Stark inequality is corrosive to our democratic idea. While the top 1 percent has amassed a bigger share of wealth and income, too many of our families in inner cities and in rural counties have been left behind. Convinced that the game is fixed against them. That their government only serves the interest of the powerful. That’s a recipe for more cynicism and polarization in our politics.

If every economic issue is framed as a struggle between a hardworking white middle class and an undeserving minority, then workers of all shades are going to be left fighting for scraps while the wealthy withdraw further into their private enclaves.

Britain's inequality map - stark and growing
02 Dec 2016
Andy Haldane, the Bank of England's chief economist is not only worried about the inequality of those on the lowest incomes versus the very rich, but also with those regions which have fallen behind in the race for economic growth since the financial crisis. Most concerning for a government which has pledged to make the economy work "for all" - which presumably means across geographies as well as income bands - is that the issue is becoming more acute.

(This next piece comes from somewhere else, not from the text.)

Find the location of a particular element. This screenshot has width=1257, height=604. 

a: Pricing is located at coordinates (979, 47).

UK one of the most unequal countries, says Oxfam
13 Sep 2016
The richest 1% of the UK population owns more than 20 times the wealth of the poorest fifth, according to Oxfam. That made Britain one of the most unequal countries in the developed world and contributed to the vote for Brexit, the charity said. The report said many people in the UK felt locked out of politics and economic opportunity. Rachael Orr, head of Oxfam's UK Program, said: "Inequality is a massive barrier to tackling poverty and has created an economy that clearly isn't working for everyone."

Wealth Over Work
23 Mar 2014
It seems safe to say that “Capital in the Twenty-First Century,” the magnum opus of the French economist Thomas Piketty, will be the most important economics book of the year — and maybe of the decade. Mr. Piketty, arguably the world’s leading expert on income and wealth inequality, does more than document the growing concentration of income in the hands of a small economic elite. He also makes a powerful case that we’re on the way back to “patrimonial capitalism,” in which the commanding heights of the economy are dominated not just by wealth, but also by inherited wealth, in which birth matters more than effort and talent.

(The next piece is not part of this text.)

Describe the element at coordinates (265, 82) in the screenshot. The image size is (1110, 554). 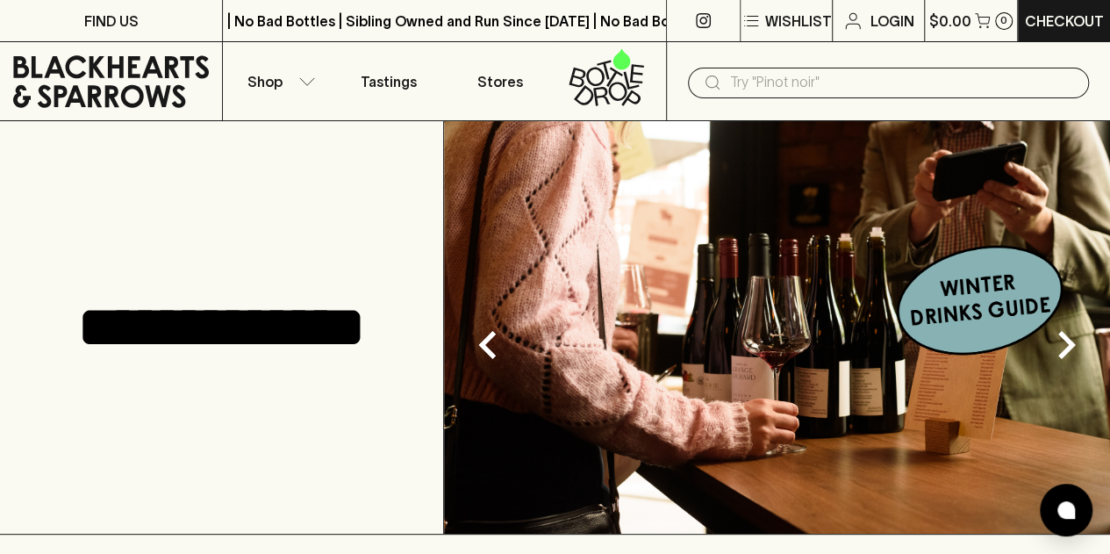
I see `p: Shop` at that location.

Wikipedia: Wealth inequality in the United States
The rich are accumulating more assets while the middle and working classes are just getting by. Currently, the richest 1% hold about 38% of all privately held wealth in the United States while the bottom 90% held 73% of all debt. According to the New York Times, the "richest 1 percent in the United States now own more wealth than the bottom 90 percent".

The distributive nature of tax policy has been suggested by some economists and politicians such as Emmanuel Saez, Thomas Piketty, and Barack Obama to perpetuate economic inequality in America by steering large sums of wealth into the hands of the wealthiest Americans. This claim has created much controversy and debate within the academic and political spheres.

Racial disparities: There are many causes, but inheritance might be the most important. Inheritance can directly link the disadvantaged economic position and prospects of today's blacks to the disadvantaged positions of their parents' and grandparents' generations.

In Capital in the Twenty-First Century, French economist Thomas Piketty argues that "extremely high levels" of wealth inequality are "incompatible with the meritocratic values and principles of social justice fundamental to modern democratic societies" and that "the risk of a drift towards oligarchy is real and gives little reason for optimism about where the United States is headed.